Saturday 7 October 2017

Heong, when is the prototype going to be finished?


I learned long ago, never to wrestle with a pig. You get dirty, and besides, the pig likes it.
- George Bernard Shaw


Blast from the past: the Macsym 150, running Macbasic was an early embedded computer

Back when I was at my first job designing SCADA systems for Oil & Gas installations, a new system perhaps took two to three years to complete. You got from the customer what he wanted in detail, the 'requirements', produced a massive document, the 'specifications' and then proceeded with the 'design', and then the hellish part, 'testing' and hopefully the delivery and installation. These days it is called the waterfall model.

This was so with my first project 1985-1987, a SCADA system to monitor 4 Daniel 2234 flow computers. It was based on the ancient MACSYM 150 by Analog Devices, both now extinct. While wallowing in the now-familiar post-project blues, I asked to tag along for the big one- a building automation system for a whole building complex comprising tower block, museum, theater and library. It was critical to the company- in fact the Technical Director handled it himself. Being the FNG, I had to promise not to touch anything.

Heavy metal- PDP-11/23+

It was based on a Digital Equipment PDP11/23, heavy metal in those days. It ran Ultrix. A BAS is not that different from a SCADA. It required microprocessor-based RTUs.

By 1987 the project was in trouble. The company by then could not afford to import the rest of the RTUs nor pay for the software, but was still bound by contract to deliver the BAS. The performance penalties alone would spell the end. Desperate times required desperate people- going three months without pay does things to you.

We had the nucleus of the BAS- the PDP11/23+, one MTU and 6 RTU, so we knew how it should work. There was no choice- we produced the remaining 4 MTUs and 25 RTUs, copied it lock stock and barrel. We installed it and got a shock reject from the customer - the system was too slow. Despite the agreed-upon 'Requirements', and 'Specifications'.

There was little time to think. All I had on hand were IBM PCs. I got the newest one, an IBM PC/AT. The only choice of OS was SCO Xenix/286 and I pretty much wrote the software on the fly, alternating between customer site and office. The result was a 4X improvement in speed, and we got it accepted by the skin of our teeth.

Small beer- IBM PC/AT
 We had taken a properly engineered system, replaced major components willy-nilly and got away with it! It was a one-off, we had dodged a bullet and it was time to go back to the straight and narrow, the waterfall method. I could not have been more wrong.

Over the years working at Westinghouse, HP, Motorola, then ON Semiconductor this pattern was to be repeated again and again. The waterfall method does not work.

So, what worked?

Being close to the customers did. You visited them often. Better yet get a desk there too. This is because often the customers does not know what they want. They know what they don't want- if they can see it and use it they will soon tell you.

You then need to whip up a prototype to show the customer. The faster the better. It does not have to meet all the requirements - the customers are certain to reject even the perfect ones. But nearly every time they will tell you why they hate it.

You then repeat the process - rush back to the office, and repeat the entire process and rush back to the customer with a new prototype. Eventually they will relent and you will succeed. Most customers are flattered you are willing to develop a bespoke system for them. In fact most times the customers do not get to meet the designers. They just keep hearing the mantra from the sales or operations guys: "You have agreed to the specifications and this is what we will deliver".

But what of the cost, the failed prototypes, the components discarded? There is no choice but to reduce cost throughout the process. The man-hours are about the same, the delivery times are often fixed in advance. You start with the components on hand. Failing that, off-the-shelf parts. You use the minimum of custom parts. Software is a godsend. There is little material cost and it can be changed very fast, often right there in front of the customer.

And that is why prototypes are never going to be finished. For there is always the next customer. Sometimes over many customers the design may settle to a happy equilibrium, and you get to declare victory and move on, but don't bet on it.

You will see this pattern repeated in this blog- the prototypes sort of work but there is always something lacking. If I am lucky this results in fresh insight on the design. It helps if you like design and prototyping. For me, this is pachinko - something done for fun. Like wrestling in the mud.

Over the years, especially in software, this method has been given respectability and names, 'iterative development', 'extreme programming'. You automate it up the wazoo and apply it to large teams(indeed the whole company), and it becomes 'DevOps'.

That used to be just my fangs out hair on fire approach, a beast to be let out only when necessary.

Happy Trails, and see you at the pachinko.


■ **Exercise**: Give back every entry precisely as written, without any of the images.

Records from a data source:
-*-

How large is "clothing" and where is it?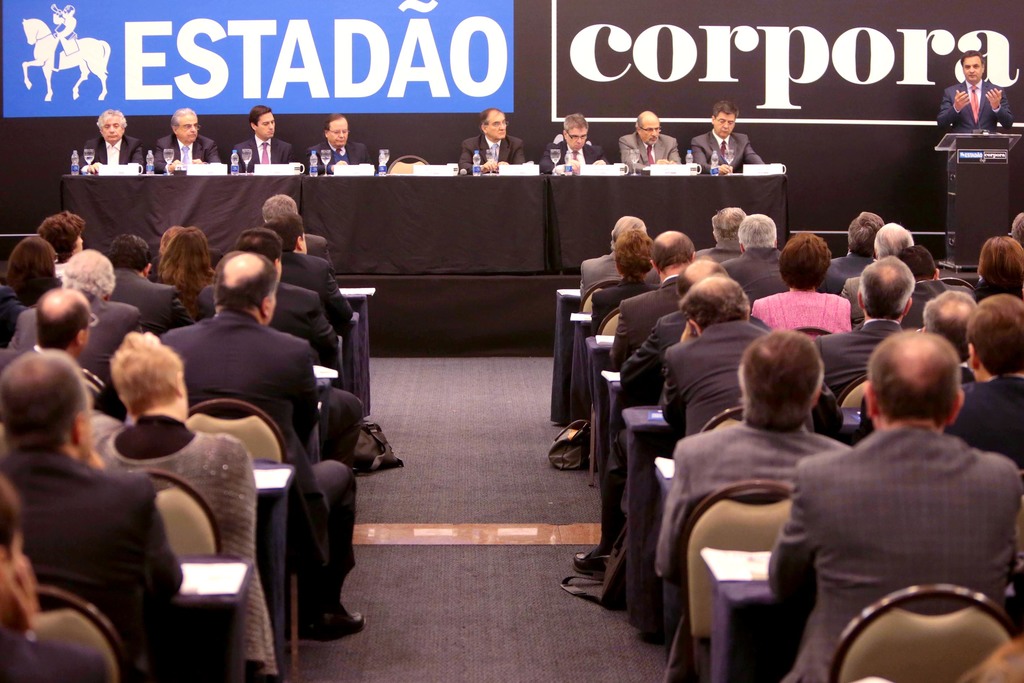
Bounding box: {"x1": 692, "y1": 132, "x2": 760, "y2": 172}.
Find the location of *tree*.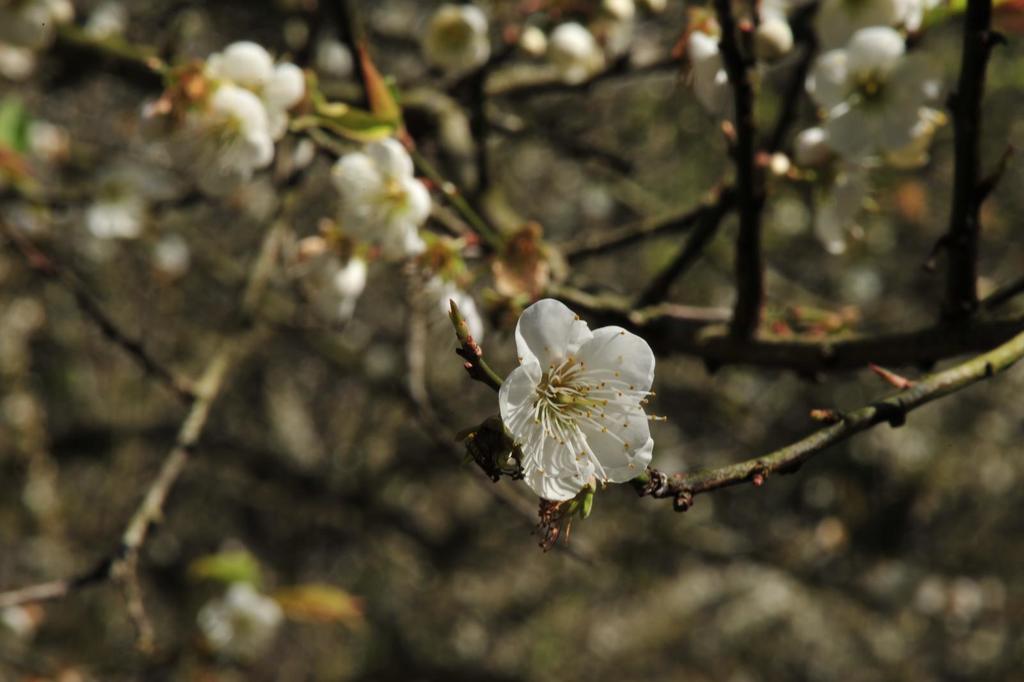
Location: (x1=0, y1=0, x2=1023, y2=681).
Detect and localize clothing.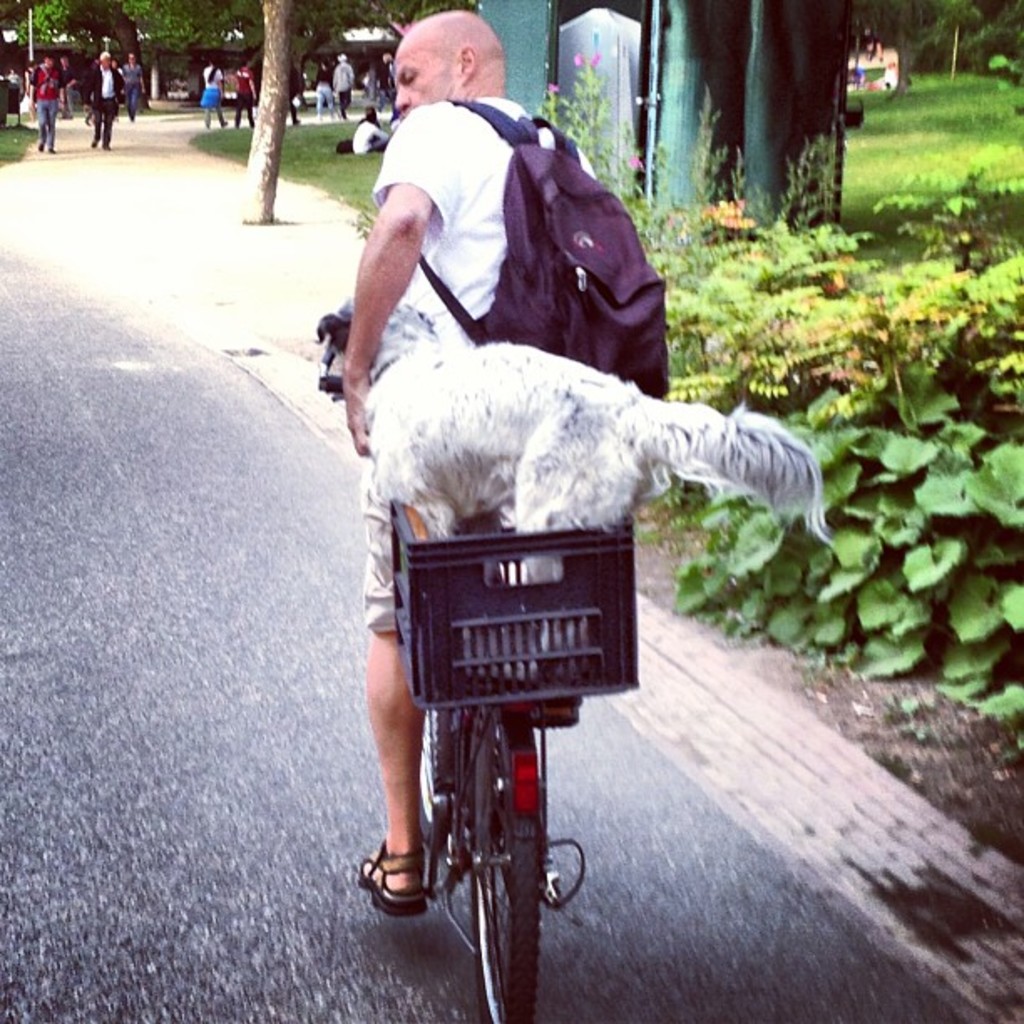
Localized at locate(311, 62, 346, 124).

-*-

■ **Expected output**:
How large is "clothing" and where is it?
Bounding box: {"x1": 692, "y1": 132, "x2": 760, "y2": 172}.
Find the location of *tree*.
Location: (x1=0, y1=0, x2=1023, y2=681).
Detect and localize clothing.
Localized at locate(311, 62, 346, 124).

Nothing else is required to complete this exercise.